Two hundred fifty of the tribes or groups eligible to organize under the Indian Reorganization Act, and its Alaska and Oklahoma supplements, have voted to accept the Act, and 132 of these have received charters giving them corporate status and making them eligible for loans under the credit provisions of the Act and to receive other benefits. Numerous suggestions for changes in the Act were aired before Congress, but none was approved.

An item in the President's third reorganization plan transferred from the Department of Agriculture to the Department of the Interior soil conservation activities on Indian reservations which will hereafter be administered by the Indian Service. In view of the serious nature of the soil depletion and overgrazing of Indian-owned land, this may be most significant.

Conference on Indian Life.

The First Inter-American Conference on Indian Life assembled in Patzcuaro, Mexico, on April 24, 1940, involving representatives of 19 American republics. Haiti, which has no Indians, was not invited, Paraguay was not able to be represented, Canada abstained from participation. Official delegates and representatives of the Indian population were both in attendance. The social, political, educational, and physical welfare of the 30,000,000 Indian inhabitants of the three Americas was for the first time considered. The Congress voted the establishment, subject to ratification by five governments, of a permanent agency for inter-American cooperation on behalf of Indians.

Health.

The incidence of trachoma among the Indian population is far greater than among the white population, ranging from four or five per cent in some areas, to as high as forty per cent in others. In 1938 the Medical Division of the Office of Indian Affairs announced that its research had finally established that trachoma is a virus disease. Since that time experimentation with sulfanilamide and neopontosil give evidence that these drugs may prove a specific for the arrestment or cure of trachoma.

Compendium of Laws.

A compendium of Federal laws and treaties relating to Indians, in 46 volumes, was completed by the Solicitor's Office of the Department of the Interior during the year.

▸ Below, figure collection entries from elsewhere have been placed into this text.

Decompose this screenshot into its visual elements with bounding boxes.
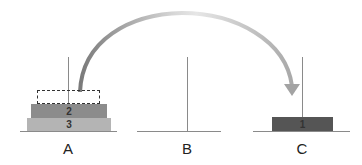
peg-a-base — [20, 131, 117, 132]
peg-b-label: B — [182, 140, 192, 157]
peg-b-rod — [187, 57, 188, 131]
peg-b-base — [137, 131, 221, 132]
arrow-arc — [80, 13, 292, 92]
disk-1-label: 1 — [300, 119, 306, 130]
disk-1: 1 — [272, 117, 333, 131]
peg-c-label: C — [297, 140, 308, 157]
disk-2-label: 2 — [66, 106, 72, 117]
arrow-head-icon — [284, 84, 300, 96]
disk-3: 3 — [27, 118, 111, 131]
disk-3-label: 3 — [66, 119, 72, 130]
ghost-disk-outline — [37, 90, 100, 104]
disk-2: 2 — [31, 104, 107, 118]
peg-c-base — [253, 131, 350, 132]
peg-a-label: A — [63, 140, 73, 157]
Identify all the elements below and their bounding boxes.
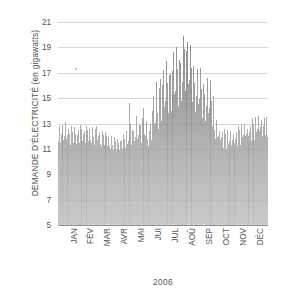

Registration under Selective Service.

It is estimated that 99 per cent of eligibles among the Indian tribes of the United States registered under the Selective Service Act on Oct. 16, 1940. In view of the fact that large numbers of the more isolated members of some of the Southwest tribes do not speak English, and that a few tribes are technically still at war with the United States, the response was considered exceedingly gratifying. Indians generally were not subject to draft in 1917, but because of the Act of 1924 extending full citizenship to all Indians, they were included in 1940.